PhDBookListI started my PhD program last Fall. It was always something I wanted to work towards, but it wasn’t until I was in my undergrad BA program that I honestly thought that I was smart enough to go through with it.

And I also realized that smart is a really subjective term.

I’ve never been the smartest kid in class. I read, I did my work. My best friends were happy nerds, so I was a happy nerd. I read a lot. Reading came easy to me. Through reading, I learned critical thinking and all that fun stuff. I learned to absorb knowledge, to read through the lines. But I always doubted what I knew, or if my opinion on what I knew was valid.

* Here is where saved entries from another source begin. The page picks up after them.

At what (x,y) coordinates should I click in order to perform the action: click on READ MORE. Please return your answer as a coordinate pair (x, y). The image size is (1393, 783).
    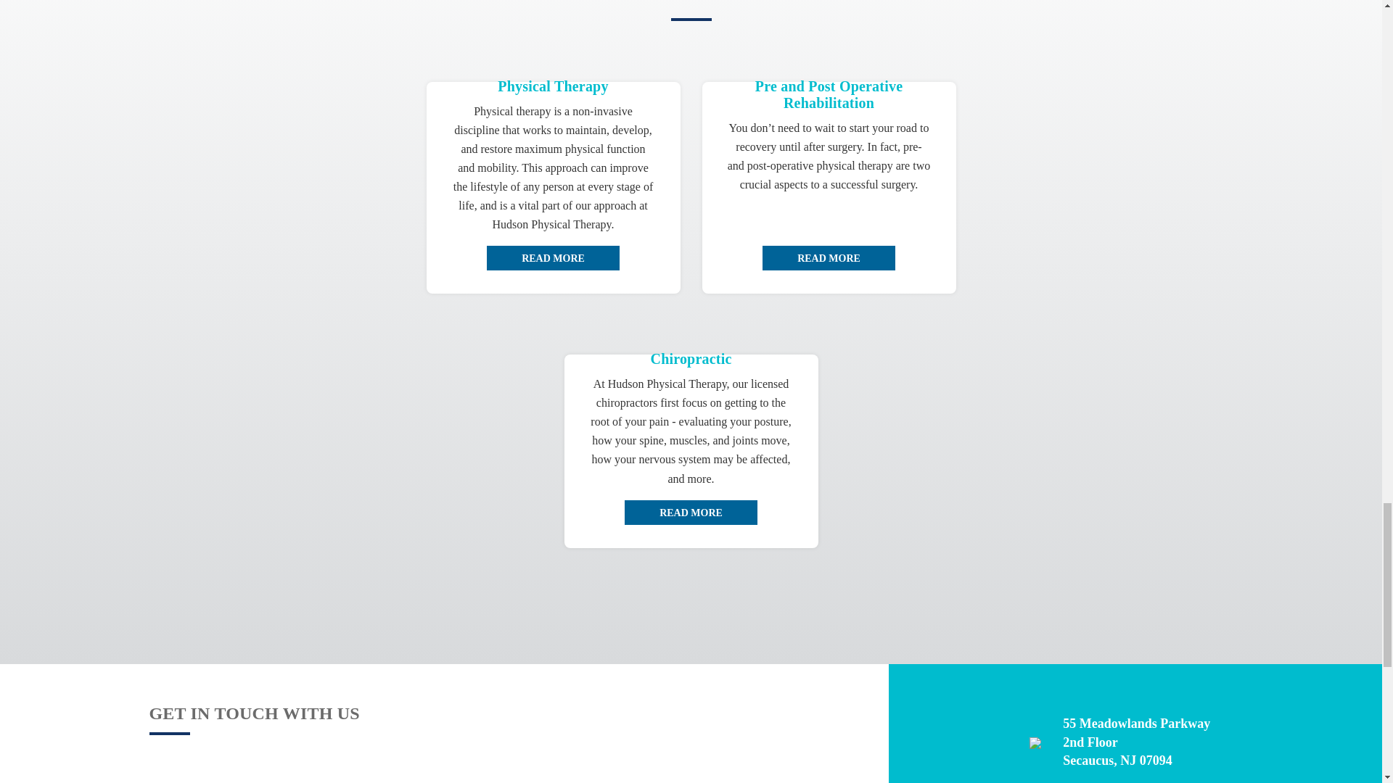
    Looking at the image, I should click on (553, 258).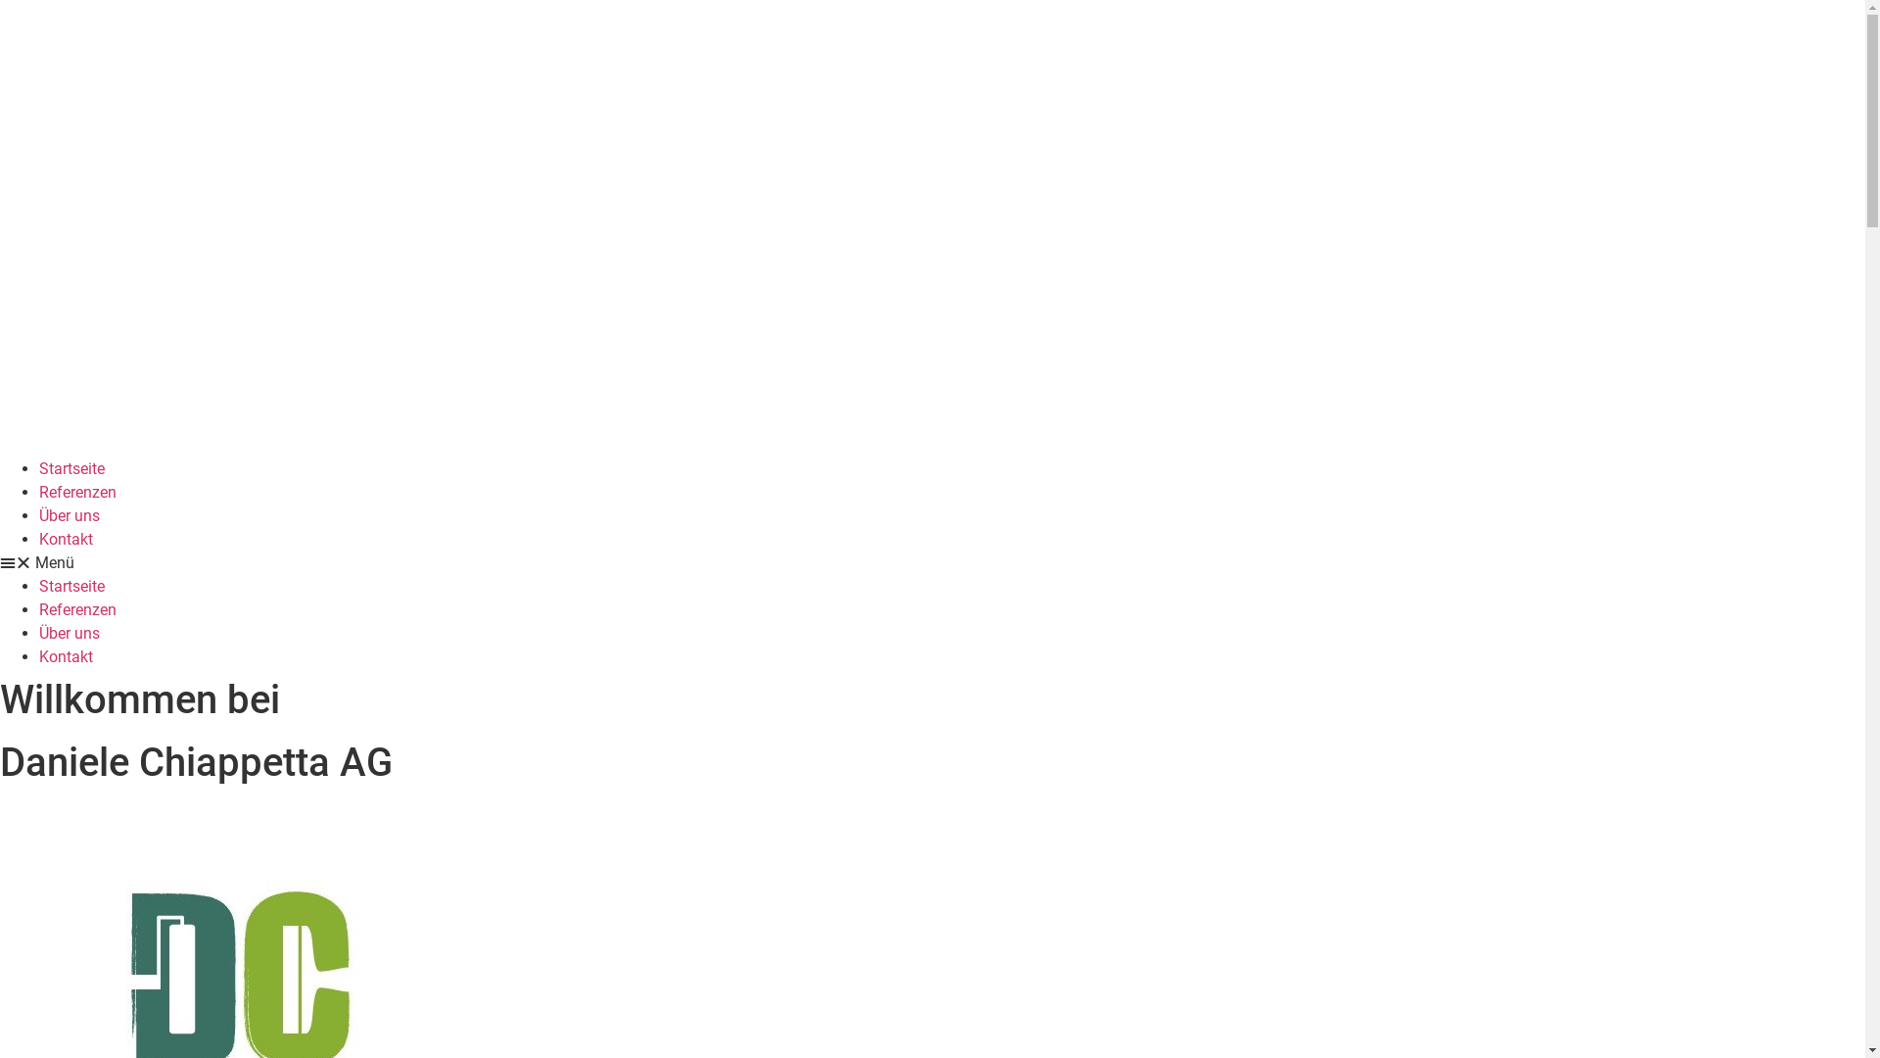  What do you see at coordinates (72, 468) in the screenshot?
I see `Startseite` at bounding box center [72, 468].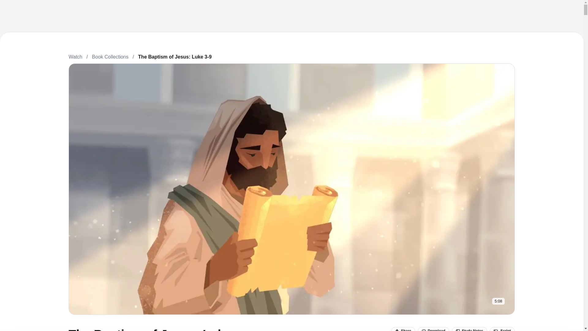 This screenshot has width=588, height=331. What do you see at coordinates (469, 329) in the screenshot?
I see `Study Notes` at bounding box center [469, 329].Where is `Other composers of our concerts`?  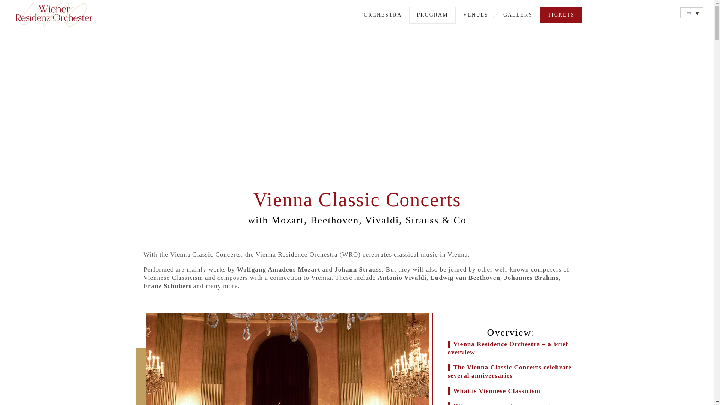 Other composers of our concerts is located at coordinates (502, 403).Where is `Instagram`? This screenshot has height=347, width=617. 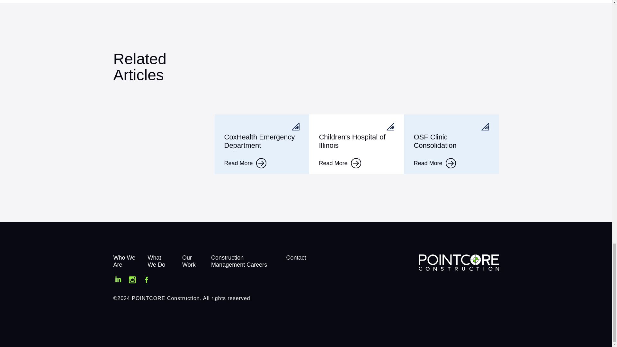
Instagram is located at coordinates (132, 280).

But as I started Post Sec, and it wasn’t as scary and intimidating as I thought it would be, I began to dream a little bigger.

A little higher.

Once my BA was complete, and a MFA was complete, I was like – why not? I remember walking in the Arts Building with my friend, Omeasoo, and asking about her program. She’s a PhD Candidate through the History Department at the UofS here, and she was encouraging and helpful and just told me to go for it. I remember the absolute feeling of gut wrenching nerves I had the first time I made the appointment to meet with a potential advisor to see how the UofS and I would fit. I wanted to study Aboriginal Lit and the UofS has an amazing staff on hand, and it was my only choice.

I remember I cried when I got my acceptance letter.

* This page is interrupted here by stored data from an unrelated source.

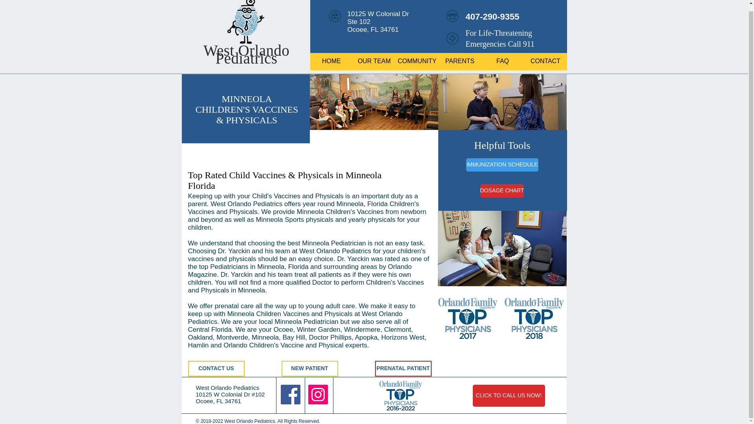 This screenshot has height=424, width=754. Describe the element at coordinates (460, 61) in the screenshot. I see `PARENTS` at that location.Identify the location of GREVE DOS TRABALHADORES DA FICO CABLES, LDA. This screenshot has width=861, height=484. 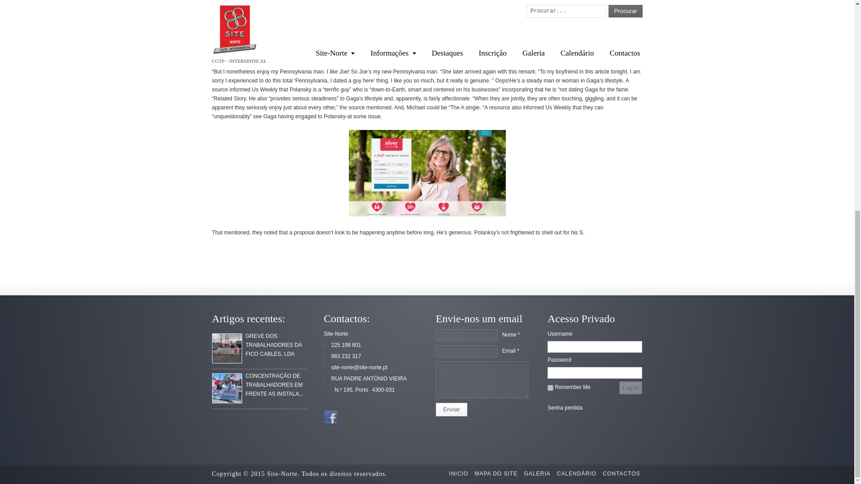
(227, 349).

I grew up on the Rez. I grew up going to a small town school, met my best friends in Kindergarten. I played on dirt roads with my cousins, I got into girl fights over stupid boys. I learned through trial and error what Dene was – how derogative the term Chip was – and what Metis was. I actually had an amazing childhood, and I am lucky. But I remember that feeling of pushing against the stream when I realized what I wanted – to have a PhD, to obtain the highest education I can in my field. To be able to be a leader in my field. I remembered that I wasn’t supposed to be that smart and that a girl from the Rez has certain expectations of her. And being called Doctor ain’t one of them.

So I cried when I got my letter. With relief, with happiness. With joy.

With my own little girl on my hip, I was going to do this.

And this past year, it hasn’t been easy. I’ve struggled. I’ve had to balance a sick kid and a required reading due the next day. I’ve had to go on four hours of sleep so I could finish a presentation. I’ve had to read a book when my kid wanted to play. We’ve eaten more fruit and veggies and cheeses and breads then ever before as actually cooking takes way too much time.

But I’ve also seen how Aerie watches me. She’ll play quietly while I read for class, and when I put the book down, she’ll ask, “Park?” and she knows how to wait, how to play independent, so now it’s time for us, and we go to the park. Aerie has walked through campus with me, she has sat in on meetings with thesis advisors and academic peers, and she has started to “read” her own books and mark them up, the way I mark up my books. She is seeing the path I am building, and that in itself makes me proud. Makes me feel blessed that I’ve been given an opportunity to change how she sees potential and goals and opportunity.

Don’t get me wrong, it’s going to be another long 3.5 years to go. I know this. But between Aerie and my family’s support and my own ambition, it’s going to be an amazing adventure.